Buddhists believe that within the circle of Samsara into which we are born there are six realms, one of which is the god realm. Classically, the god realm is one in which bodiless beings experience total satisfaction for 1,000 years, only then to run out of merit and find themselves reborn in the lower realm of hell, their exalted term in the god realm exhausted.
In more conventional terms, we can envision the six realms of Samsara as psychological states through which we move, moment to moment. Thus is it that the god realm, with its satisfaction and self-assuredness is available to each of us. It never lasts, of course; as we get used to having what we want when we want it, we then find ourselves hurt, angry and resentful when life fails us, which it always does. If the morning paper’s not delivered on time, I move from god realm to hell realm in an instant.
The god realm sense of entitlement is available to everyone, but often is the domain of the very rich and famous. “The Donald,” Mayor Bloomberg, Larry Ellison, Meg Whitman and the like; make a list of the wealthiest and most famous people in the world and you’ll find many residents of the god realm. They acquire power, make rules, command others, and take action. With the power of great wealth at their disposal they, like gods, attempt to create a world in their own image.
Denizens of the god realm like to pal around with other gods, of course, and the worlds they create become playgrounds of the gods. I was recently in East Hampton on Long Island in New York to commit my mother’s ashes to the waves of the Atlantic. A mile down the beach we happened upon a massive 100,000 square-foot single-family home (the largest in America) featuring five-story Roman columns at the entrance and a 200-stall basement parking garage. Surrounded by walls, video surveillance cameras and roving guards, it seemed to me as much a prison as a home for its godly residents.
When residents of the god realm decide to create a new playground, there is often little that can be done to stop it. The gods buy influence, appointments to civic bodies, legal expertise, public relations campaigns, and can bury communities under reams of paper. Little in the way of land use law pertains to the common wealth and rights of a community; private property on the other hand is given deep legal protection. All that remains to a community is the political will of its elected representatives and the language of its general plan and development code, not much compared to what the gods can buy.
Many in the god realm cannot feel or understand the needs of others. They think their godly existence is the very best existence and that all other beings aspire to the god realm; they cannot imagine being satisfied with less. Accordingly, they create a world that fits their god realm desires and are confused and dumbfounded when they encounter opposition to their plans.
The great irony, of course, is that the desires of the god realm contain the seeds of the hell realm. Everything will be lost. Power and wealth expire with us, and ultimately are nothing. For this reason it is said that the suffering of the god realm is the most terrible suffering of all.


**Aim of the task**
Filter the entries for the string "click". Copy each line that has it.

(Website and app data records)
※

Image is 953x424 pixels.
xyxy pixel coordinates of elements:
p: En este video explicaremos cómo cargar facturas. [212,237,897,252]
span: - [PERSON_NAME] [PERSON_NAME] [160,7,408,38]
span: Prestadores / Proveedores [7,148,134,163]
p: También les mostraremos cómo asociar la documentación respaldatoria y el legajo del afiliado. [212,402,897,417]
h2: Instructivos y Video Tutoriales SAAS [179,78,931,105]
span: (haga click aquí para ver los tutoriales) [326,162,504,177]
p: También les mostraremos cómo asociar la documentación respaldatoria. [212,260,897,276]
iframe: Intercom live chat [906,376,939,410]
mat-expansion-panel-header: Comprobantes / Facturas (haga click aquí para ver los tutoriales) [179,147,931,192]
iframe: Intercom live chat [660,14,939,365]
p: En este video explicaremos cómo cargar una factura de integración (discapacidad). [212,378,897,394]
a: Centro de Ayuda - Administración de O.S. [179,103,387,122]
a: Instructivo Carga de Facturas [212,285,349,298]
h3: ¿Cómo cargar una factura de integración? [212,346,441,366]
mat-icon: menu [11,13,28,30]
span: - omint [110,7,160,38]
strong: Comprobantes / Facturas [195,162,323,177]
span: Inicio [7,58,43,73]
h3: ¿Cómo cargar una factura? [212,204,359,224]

※

**Task answer**
span: (haga click aquí para ver los tutoriales) [326,162,504,177]
mat-expansion-panel-header: Comprobantes / Facturas (haga click aquí para ver los tutoriales) [179,147,931,192]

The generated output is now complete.